The whirling storm extended more than 3,000 feet into the air.
This "gob-smacking vision of an incredible natural phenomenon" was made on a camera mounted on a Department of Parks and Wildlife fire truck at Watheroo.
A senior fire scientist for the Australian department, Neil Burrows, says in the agency's narrated video that fire tornadoes are relatively common but are rarely caught on video, in part because they tend to only last a few minutes and are often in remote—and burning—places.
Whirlwinds of dusty air (and sometimes flames) spun off of hot fires, the features are also called fire whirls, fire devils, or even firenados (see photos of fire tornadoes in action).
Fire tornadoes often form during intense bush fires with heavy fuel loads, under warm, dry conditions, said Burrows. Energy released by the fire causes columns of hot air to rise rapidly. The thinner the column, the faster the wind—Burrows likens the process to what happens when a figure skater draws their arms in tight.
Wind fanning the fire causes that column of air to twist, forming a small tornado. Wind speeds can reach up to 99 miles per hour (less than the top speed of more than 300 miles per hour for traditional tornadoes).

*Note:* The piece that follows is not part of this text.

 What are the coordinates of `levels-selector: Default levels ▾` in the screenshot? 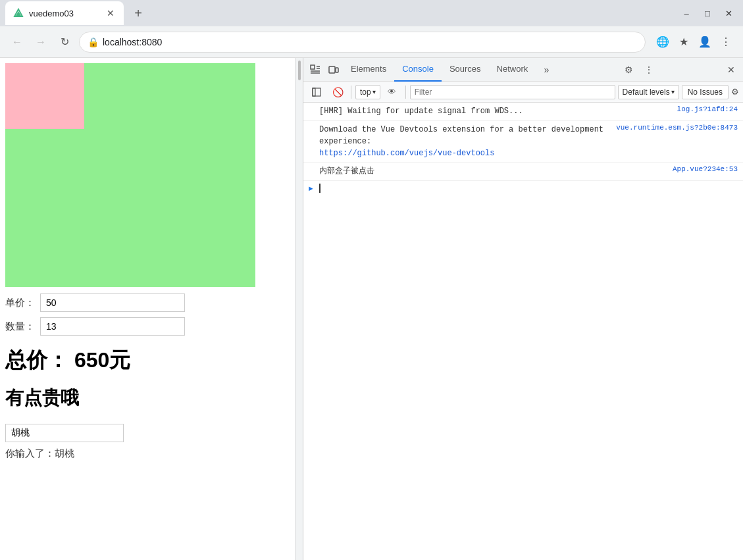 It's located at (649, 92).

Fire tornadoes can develop with a central burning core and a pocket of air rotating around that. Combustible gases released by nearby burning vegetation get sucked up into the storm but they may only ignite when they mix with enough oxygen, which might happen farther up the column. The tornado's core is often one to three feet across but can expand up to tens of feet in the largest cases.
All that fire can make for dramatic imagery—and danger to firefighters or anyone in the path of the blaze.
Jason Forthofer, a mechanical engineer at the U.S. Forest Service's Missoula Fire Sciences Laboratory in Montana, previously told National Geographic: "If we can identify conditions that are conducive to fire whirls, that would be a heads-up for firefighters, because there have been some [people] that have been burned by them."
The temperature inside the core of a fire tornado can reach up to 2,000 degrees Fahrenheit (1,093 degrees Celsius)—hot enough to potentially reignite ashes sucked up from the ground.
A video of a dramatic fire tornado in Hawaii was our fifth most popular video of 2010.